I ran a tiny, anecdatal and flawed double blinded test of my estradiol HRT. I feel so much better on it that I wanted to see if I could demonstrate it as a direct effect somehow. In this case I tested 8 time points of consecutive 12h periods, for each taking either a placebo (biotin pill) or estradiol. Blinding was done by choosing a placebo of similar shape, place random numbers of each in individual envelopes, writing inside what each was, and writing a random number sequence on outside of envelope, taking them in turn. Then I would take the pills without looking at them.
Readout was whether I could guess from my mood whether I received placebo or estradiol, as checked upon final unblinding.
First night: Received placebo. Nonetheless remained calm.
First morning: Received estradiol. Remained calm.
Second night: Received placebo. Was restless and slept poorly, did not restore from day.
Second morning: Received estradiol, became calm, restored from night.
Third night: Received estradiol. Confounded by first feeling happy while drinking, then surprise misgendering here: https://lost-in-transition.tumblr.com/post/175757193179/lacrimosa . I believe I would
have been calm otherwise, but due to this, believed wrongly it was placebo.
Third morning: Received placebo. Stayed restless, also due to sleep deprivation.
Fourth night: Received placebo. Believed it was estradiol, and felt calm.
Fourth morning: Received estradiol. Remained calm.
In summary thus, guessed 5/8 correctly which is a minor success, but data really is too sparse. Out of morning doses, I was restless the one time I got placebo, and calm the three days I got estradiol. I was calm on all periods I got estradiol, excepting due to a misgendering triggering. However, there were several nights on placebo where I still was calm, possibly because of other factors. Nights I break my 24h intermittent fast, sometimes drink wine, and watch cartoons, not making any demands on myself; nights it makes sense I am anyway quite at peace.
So all in all, I cannot say I always become restless without estradiol, nor that I always am shielded from restlessness on estradiol. Placebo and good things may help and unlucky circumstances may harm. I also cannot rule out that there may be a short-term statistical mood effect, it would need further testing. There is a very slight tendency that there may be, driven by morning doses.
Beyond this, of course there may be long-term mood effects, and there are other types of nervous system effects (differences in sexy scent processing comes to mind), and there are all the bodily effects. This day I am on actual estradiol, and still quite moody, but getting better. Some part of me worries that it would be an issue if I overattach to the concept of mood effects, fog lifting etc., in case it really is mostly placebo, but what if? My trans alignment ultimately is about how my brain cannot relate to me as a person unless I understand myself as a woman; I think this applies analogously to cis persons but the fact of their lifelong lack of misalignment hides it. Ensuring my body and brain and social self has as little of statistical difference to other women as possible is what I need, alongside work in affirming my self-perception as who I need to be to be happy. If I become more calm and happy even as a result of placebo from the medication I take to change my body, that is not a problem, that is an opportunity. Part of me worries that if short-term mood effects really largely are placebo then it might become harder for me to summon them up, but I’ll look into ways of preventing that, and in the end, this study just shows one needs a larger, cleaner study to be able to tell, and that there also are other factors impacting.
Major limitations: First, this tests only short-time effects. It occurs under confounding that my 24h dose was half it should be. It was dirty blinding; my guess from mouthfeel of what pill I received was correct in every case though I never felt certain and think I did not use this for mood assessment. Sampling without replacement from a limited number constrains the readout. Statistical power is woeful, and most problematically, I had only one morning placebo pill, so the power for daily restoration under E vs placebo was not well tested. It also is a test of low-E, low-T conditions, not low-E, high-T, as I did not include my androgen blockers (and since intrinsic production now is low, that would also not have worked). A larger study could be done contrasting 3-day patches with identical placebo patches. This would simplify blinding, give more time for effects to be seen during days. Tracking could be done during this period at regular intervals of mood on a scale using app. Power could be made much higher. The relevant point I want to make is that I think meaningful tests can be done this with with randomly placebo-sabotaged extant HRT, it is not necessary to work on treatment-naïve subjects.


AIM OF THE TASK
Out of the lines below, please list those that hold the string "into".

Extracts from a graphics dataset
☆ ☆ ☆ ☆ ☆

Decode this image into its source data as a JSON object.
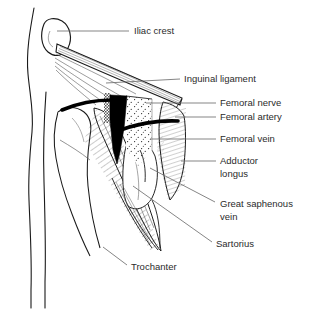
{
  "figure": {
    "background_color": "#ffffff",
    "line_color": "#1a1a1a",
    "leader_line_color": "#6f6f6f",
    "text_color": "#2b2b2b",
    "fill_black": "#000000",
    "fill_white": "#ffffff",
    "width": 316,
    "height": 313
  },
  "labels": [
    {
      "id": "iliac-crest",
      "text": "Iliac crest",
      "lines": [
        "Iliac crest"
      ],
      "text_x": 134,
      "text_y": 31,
      "leader": {
        "x1": 57,
        "y1": 31,
        "x2": 129,
        "y2": 31
      }
    },
    {
      "id": "inguinal-ligament",
      "text": "Inguinal ligament",
      "lines": [
        "Inguinal ligament"
      ],
      "text_x": 184,
      "text_y": 79,
      "leader": {
        "x1": 106,
        "y1": 83,
        "x2": 180,
        "y2": 79
      }
    },
    {
      "id": "femoral-nerve",
      "text": "Femoral nerve",
      "lines": [
        "Femoral nerve"
      ],
      "text_x": 220,
      "text_y": 103,
      "leader": {
        "x1": 146,
        "y1": 103,
        "x2": 216,
        "y2": 103
      }
    },
    {
      "id": "femoral-artery",
      "text": "Femoral artery",
      "lines": [
        "Femoral artery"
      ],
      "text_x": 220,
      "text_y": 117,
      "leader": {
        "x1": 175,
        "y1": 117,
        "x2": 216,
        "y2": 117
      }
    },
    {
      "id": "femoral-vein",
      "text": "Femoral vein",
      "lines": [
        "Femoral vein"
      ],
      "text_x": 220,
      "text_y": 139,
      "leader": {
        "x1": 150,
        "y1": 139,
        "x2": 216,
        "y2": 139
      }
    },
    {
      "id": "adductor-longus",
      "text": "Adductor longus",
      "lines": [
        "Adductor",
        "longus"
      ],
      "text_x": 220,
      "text_y": 161,
      "leader": {
        "x1": 181,
        "y1": 161,
        "x2": 216,
        "y2": 161
      }
    },
    {
      "id": "great-saphenous-vein",
      "text": "Great saphenous vein",
      "lines": [
        "Great saphenous",
        "vein"
      ],
      "text_x": 220,
      "text_y": 204,
      "leader": {
        "x1": 150,
        "y1": 168,
        "x2": 215,
        "y2": 202
      }
    },
    {
      "id": "sartorius",
      "text": "Sartorius",
      "lines": [
        "Sartorius"
      ],
      "text_x": 216,
      "text_y": 244,
      "leader": {
        "x1": 133,
        "y1": 186,
        "x2": 212,
        "y2": 242
      }
    },
    {
      "id": "trochanter",
      "text": "Trochanter",
      "lines": [
        "Trochanter"
      ],
      "text_x": 131,
      "text_y": 267,
      "leader": {
        "x1": 103,
        "y1": 247,
        "x2": 127,
        "y2": 265
      }
    }
  ],
  "structures": [
    {
      "id": "body-outline",
      "name": "Torso and thigh skin outline"
    },
    {
      "id": "iliac-crest-bone",
      "name": "Iliac crest bony prominence"
    },
    {
      "id": "inguinal-ligament-band",
      "name": "Inguinal ligament fibrous band"
    },
    {
      "id": "femoral-nerve-cord",
      "name": "Femoral nerve (thick black cord)"
    },
    {
      "id": "femoral-artery-cord",
      "name": "Femoral artery (thick black cord)"
    },
    {
      "id": "femoral-vein-wedge",
      "name": "Femoral vein (solid black tapering wedge)"
    },
    {
      "id": "femoral-sheath-stipple",
      "name": "Stippled femoral sheath region"
    },
    {
      "id": "adductor-longus-muscle",
      "name": "Adductor longus muscle (hatched)"
    },
    {
      "id": "sartorius-muscle",
      "name": "Sartorius muscle (long hatched strap)"
    },
    {
      "id": "greater-trochanter",
      "name": "Greater trochanter of femur"
    },
    {
      "id": "great-saphenous-vein-line",
      "name": "Great saphenous vein"
    }
  ]
}
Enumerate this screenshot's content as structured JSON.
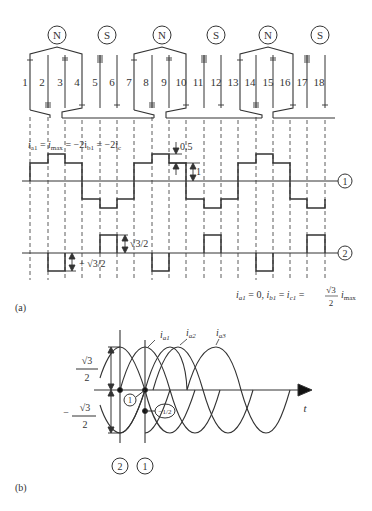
{
  "figure_a": {
    "caption": "(a)",
    "poles": [
      {
        "label": "N",
        "x": 57
      },
      {
        "label": "S",
        "x": 107
      },
      {
        "label": "N",
        "x": 162
      },
      {
        "label": "S",
        "x": 216
      },
      {
        "label": "N",
        "x": 268
      },
      {
        "label": "S",
        "x": 320
      }
    ],
    "slots": [
      "1",
      "2",
      "3",
      "4",
      "5",
      "6",
      "7",
      "8",
      "9",
      "10",
      "11",
      "12",
      "13",
      "14",
      "15",
      "16",
      "17",
      "18"
    ],
    "waveform1": {
      "marker": "1",
      "annotation_prefix": "i",
      "annotation": "i_a1 = i_max = −2i_b1 = −2i_c",
      "annotation_parts": {
        "a": "a1",
        "eq1": " = ",
        "imax": "i",
        "max": "max",
        "rest": " = −2i",
        "b1": "b1",
        "rest2": " = −2i",
        "c": "c"
      },
      "step_label_top": "0.5",
      "step_label_bottom": "1",
      "levels": [
        1,
        1.5,
        1,
        -1,
        -1.5,
        -1,
        1,
        1.5,
        1,
        -1,
        -1.5,
        -1,
        1,
        1.5,
        1,
        -1,
        -1.5,
        -1
      ]
    },
    "waveform2": {
      "marker": "2",
      "label_pos": "√3/2",
      "label_neg": "+ √3/2",
      "levels": [
        0,
        0,
        -1,
        0,
        0,
        1,
        0,
        0,
        -1,
        0,
        0,
        1,
        0,
        0,
        -1,
        0,
        0,
        1
      ]
    },
    "condition": {
      "text": "i_a1 = 0, i_b1 = i_c1 = √3/2 i_max",
      "left": "i",
      "a1": "a1",
      "mid1": " = 0, ",
      "b": "i",
      "b1": "b1",
      "mid2": " = ",
      "c": "i",
      "c1": "c1",
      "mid3": " = ",
      "num": "√3",
      "den": "2",
      "imax": "i",
      "max": "max"
    }
  },
  "figure_b": {
    "caption": "(b)",
    "y_labels": {
      "top_num": "√3",
      "top_den": "2",
      "bot_sign": "−",
      "bot_num": "√3",
      "bot_den": "2"
    },
    "curves": [
      {
        "name": "i_a1",
        "base": "i",
        "sub": "a1"
      },
      {
        "name": "i_a2",
        "base": "i",
        "sub": "a2"
      },
      {
        "name": "i_a3",
        "base": "i",
        "sub": "a3"
      }
    ],
    "axis_label": "t",
    "point_markers": {
      "m1": "1",
      "minus_half": "−1/2"
    },
    "instant_markers": [
      "2",
      "1"
    ]
  }
}
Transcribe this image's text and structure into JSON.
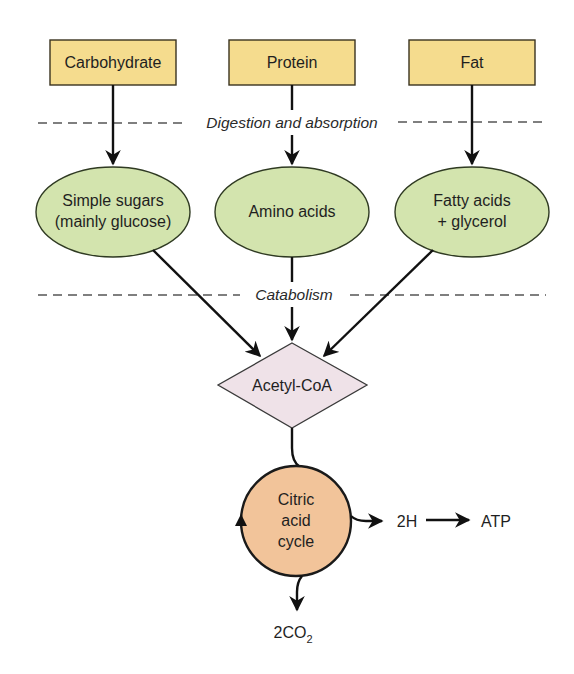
{
  "diagram": {
    "colors": {
      "nutrient_box": "#f5dc8e",
      "product_ellipse": "#d3e4ae",
      "acetyl_diamond": "#efe2e8",
      "cycle_circle": "#f2c49a",
      "arrow": "#111111",
      "dashed_separator": "#555555"
    },
    "nutrients": [
      {
        "label": "Carbohydrate"
      },
      {
        "label": "Protein"
      },
      {
        "label": "Fat"
      }
    ],
    "stages": {
      "digestion": "Digestion and absorption",
      "catabolism": "Catabolism"
    },
    "products": [
      {
        "line1": "Simple sugars",
        "line2": "(mainly glucose)"
      },
      {
        "line1": "Amino acids",
        "line2": ""
      },
      {
        "line1": "Fatty acids",
        "line2": "+ glycerol"
      }
    ],
    "intermediate": {
      "label": "Acetyl-CoA"
    },
    "cycle": {
      "line1": "Citric",
      "line2": "acid",
      "line3": "cycle"
    },
    "outputs": {
      "hydrogen": "2H",
      "energy": "ATP",
      "co2_main": "2CO",
      "co2_subscript": "2"
    }
  }
}
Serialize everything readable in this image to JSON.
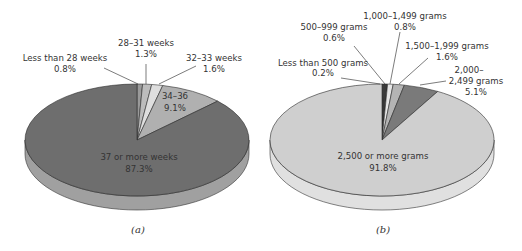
{
  "chart_data": [
    {
      "type": "pie",
      "style": "3d",
      "caption": "(a)",
      "start_angle": "12 o'clock, clockwise",
      "categories": [
        "Less than 28 weeks",
        "28–31 weeks",
        "32–33 weeks",
        "34–36",
        "37 or more weeks"
      ],
      "values": [
        0.8,
        1.3,
        1.6,
        9.1,
        87.3
      ],
      "labels": [
        "0.8%",
        "1.3%",
        "1.6%",
        "9.1%",
        "87.3%"
      ],
      "colors": [
        "#9a9a9a",
        "#bcbcbc",
        "#dedede",
        "#b0b0b0",
        "#6e6e6e"
      ],
      "unit": "%"
    },
    {
      "type": "pie",
      "style": "3d",
      "caption": "(b)",
      "start_angle": "12 o'clock, clockwise",
      "categories": [
        "Less than 500 grams",
        "500–999 grams",
        "1,000–1,499 grams",
        "1,500–1,999 grams",
        "2,000–2,499 grams",
        "2,500 or more grams"
      ],
      "values": [
        0.2,
        0.6,
        0.8,
        1.6,
        5.1,
        91.8
      ],
      "labels": [
        "0.2%",
        "0.6%",
        "0.8%",
        "1.6%",
        "5.1%",
        "91.8%"
      ],
      "colors": [
        "#555555",
        "#3a3a3a",
        "#e6e6e6",
        "#b4b4b4",
        "#7a7a7a",
        "#cfcfcf"
      ],
      "unit": "%"
    }
  ],
  "charts": {
    "a": {
      "caption": "(a)",
      "labels": {
        "s0_line1": "Less than 28 weeks",
        "s0_line2": "0.8%",
        "s1_line1": "28–31 weeks",
        "s1_line2": "1.3%",
        "s2_line1": "32–33 weeks",
        "s2_line2": "1.6%",
        "s3_line1": "34–36",
        "s3_line2": "9.1%",
        "s4_line1": "37 or more weeks",
        "s4_line2": "87.3%"
      }
    },
    "b": {
      "caption": "(b)",
      "labels": {
        "s0_line1": "Less than 500 grams",
        "s0_line2": "0.2%",
        "s1_line1": "500–999 grams",
        "s1_line2": "0.6%",
        "s2_line1": "1,000–1,499 grams",
        "s2_line2": "0.8%",
        "s3_line1": "1,500–1,999 grams",
        "s3_line2": "1.6%",
        "s4_line1": "2,000–",
        "s4_line2": "2,499 grams",
        "s4_line3": "5.1%",
        "s5_line1": "2,500 or more grams",
        "s5_line2": "91.8%"
      }
    }
  }
}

☆ ☆ ☆ ☆ ☆

ANSWER TO THIS TASK
Decode this image into its source data as a JSON object.
Transcribe this image's text and structure into JSON.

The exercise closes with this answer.